We can no more separate ourselves from belonging -- from Gaia, and remain a viable culture; than an oxygen atom can separate itself from hydrogen atoms and retain the qualities of water.
Reader Arthur Noll responds to Bill's comment, :
Arthur Noll writes: Bill, I agree that we need to belong. But the problem Timothy gives here is not solved so easily. Belonging to the group of 100 with only food for 25 means everyone dies. Either the food supply must be increased, or the number of people must decrease. If we increase the food supply, which is the solution of the past, that means that more of nature dies, with the result that you might be able to feed the 100 for a short time, and then be able to feed only 10. You actually have made the situation worse.
I see the answer as being made of both belonging, and separation. The current problem has come about because people have acted semi- independently of each other and of nature. As Timothy puts it, we have acted neutrally. If those in the group who wish to act as belonging to a group, and belonging to nature, separate from the rest, and find their own sources of food, taking those sources in a sustainable manner, keeping their population in balance, then they are not so likely to suffer the same consequences of the original, more loosely bound group, that doesn't consider nature or each other as being so important.
I look at my neighbors, and shake my head at the prospect of approaching most of them about the problem.

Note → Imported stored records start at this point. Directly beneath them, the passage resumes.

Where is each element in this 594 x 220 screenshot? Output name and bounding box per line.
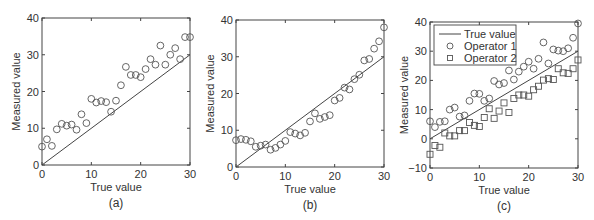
y-tick-label: 0 xyxy=(33,159,39,171)
y-tick-label: 40 xyxy=(415,16,427,28)
circle-marker xyxy=(83,120,90,127)
legend: True valueOperator 1Operator 2 xyxy=(434,25,517,65)
circle-marker xyxy=(540,39,547,46)
circle-marker xyxy=(118,82,125,89)
x-tick-label: 10 xyxy=(85,168,97,180)
y-tick-label: 20 xyxy=(27,86,39,98)
circle-marker xyxy=(361,57,368,64)
circle-marker xyxy=(466,97,473,104)
panel-caption: (a) xyxy=(109,196,124,210)
circle-marker xyxy=(496,81,503,88)
plot-area xyxy=(42,18,190,165)
circle-marker xyxy=(88,95,95,102)
chart-panel-1: 0102030010203040True valueMeasured value… xyxy=(10,12,196,210)
x-tick-label: 10 xyxy=(473,171,485,183)
circle-marker xyxy=(282,138,289,145)
circle-marker xyxy=(366,56,373,63)
circle-marker xyxy=(147,56,154,63)
x-axis-label: True value xyxy=(284,183,336,195)
x-tick-label: 0 xyxy=(39,168,45,180)
figure: 0102030010203040True valueMeasured value… xyxy=(0,0,594,220)
circle-marker xyxy=(162,61,169,68)
panel-caption: (c) xyxy=(497,199,511,213)
true-value-line xyxy=(42,55,190,165)
y-tick-label: 10 xyxy=(415,104,427,116)
circle-marker xyxy=(44,136,51,143)
y-tick-label: 40 xyxy=(221,14,233,26)
legend-entry-label: Operator 1 xyxy=(464,40,517,52)
circle-marker xyxy=(312,110,319,117)
circle-marker xyxy=(98,98,105,105)
x-tick-label: 20 xyxy=(135,168,147,180)
y-tick-label: 0 xyxy=(227,161,233,173)
y-tick-label: 10 xyxy=(221,124,233,136)
x-tick-label: 20 xyxy=(329,170,341,182)
circle-marker xyxy=(307,118,314,125)
x-tick-label: 10 xyxy=(279,170,291,182)
x-axis-label: True value xyxy=(90,181,142,193)
circle-marker xyxy=(287,129,294,136)
circle-marker xyxy=(48,142,55,149)
circle-marker xyxy=(535,55,542,62)
square-marker xyxy=(496,108,502,114)
circle-marker xyxy=(530,65,537,72)
y-tick-label: 40 xyxy=(27,12,39,24)
circle-marker xyxy=(247,138,254,145)
legend-entry-label: Operator 2 xyxy=(464,52,517,64)
y-axis-label: Measured value xyxy=(398,56,410,134)
circle-marker xyxy=(122,63,129,70)
square-marker xyxy=(491,115,497,121)
circle-marker xyxy=(242,136,249,143)
x-tick-label: 30 xyxy=(572,171,584,183)
y-tick-label: 0 xyxy=(421,133,427,145)
square-marker xyxy=(506,110,512,116)
circle-marker xyxy=(510,76,517,83)
circle-marker xyxy=(371,45,378,52)
circle-marker xyxy=(501,80,508,87)
circle-marker xyxy=(53,126,60,133)
y-tick-label: 30 xyxy=(27,49,39,61)
circle-marker xyxy=(277,141,284,148)
y-axis-label: Measured value xyxy=(204,54,216,132)
y-tick-label: 20 xyxy=(221,88,233,100)
circle-marker xyxy=(456,113,463,120)
y-tick-label: 20 xyxy=(415,74,427,86)
circle-marker xyxy=(565,45,572,52)
x-tick-label: 30 xyxy=(378,170,390,182)
circle-marker xyxy=(441,118,448,125)
x-tick-label: 0 xyxy=(427,171,433,183)
circle-marker xyxy=(491,78,498,85)
legend-entry-label: True value xyxy=(464,28,516,40)
x-tick-label: 30 xyxy=(184,168,196,180)
circle-marker xyxy=(103,99,110,106)
circle-marker xyxy=(376,38,383,45)
circle-marker xyxy=(172,45,179,52)
true-value-line xyxy=(236,57,384,167)
circle-marker xyxy=(506,67,513,74)
circle-marker xyxy=(78,111,85,118)
x-tick-label: 0 xyxy=(233,170,239,182)
circle-marker xyxy=(545,60,552,67)
circle-marker xyxy=(476,90,483,97)
circle-marker xyxy=(252,143,259,150)
y-tick-label: −10 xyxy=(408,162,427,174)
y-tick-label: 30 xyxy=(221,51,233,63)
circle-marker xyxy=(525,58,532,65)
x-axis-label: True value xyxy=(478,184,530,196)
circle-marker xyxy=(152,61,159,68)
chart-panel-3: 0102030−10010203040True valueMeasured va… xyxy=(398,16,584,213)
circle-marker xyxy=(73,126,80,133)
circle-marker xyxy=(142,66,149,73)
y-tick-label: 10 xyxy=(27,122,39,134)
square-marker xyxy=(481,114,487,120)
circle-marker xyxy=(93,99,100,106)
circle-marker xyxy=(550,46,557,53)
y-axis-label: Measured value xyxy=(10,52,22,130)
circle-marker xyxy=(570,34,577,41)
circle-marker xyxy=(167,51,174,58)
x-tick-label: 20 xyxy=(523,171,535,183)
circle-marker xyxy=(157,42,164,49)
circle-marker xyxy=(113,97,120,104)
y-tick-label: 30 xyxy=(415,45,427,57)
chart-panel-2: 0102030010203040True valueMeasured value… xyxy=(204,14,390,212)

Across the street, for example, there is a man who spends all his spare time working on his car, tinkering with the engine, the suspension, flames painted on the front, washes it frequently. Obviously he loves the car, and I am very doubtful I would be well received, to suggest to him that it would be better to live without it. Next door is a man with power tools, that he uses frequently. All up and down the street, I think I would find people like this. Still, if I had a group of people that intended to live as belonging to each other and to the rest of nature, I would ask, at the very least, and give them all the option of joining. Right now, all I have is talk, I have no group for anyone to join, and without that, I see no point in approaching people. I talk to people who are interested in talking about it, who have come together on various lists on the Internet, but if the people who are interested in talking about belonging to each other and nature, will not form an actual group, how can I expect others, who spend their time lovingly caring for their machinery, to join? --Arthur Noll
Arthur, raises some good points. Building commUnity requires common unity. We must be together. We will have to find those groups of humans who share our concerns and our vision for a positive future. They will have wake up. They will have grow up. Mature humans must act with responsibility.
"When I was a child, I spoke as a child, I understood as a child, I thought as a child; but when I became a man, I put away childish things." I Cor. xiii. 11.
Thanks to everyone who is reading and thinking about my posts. And thanks to Daan, Bill and Arthur for writing.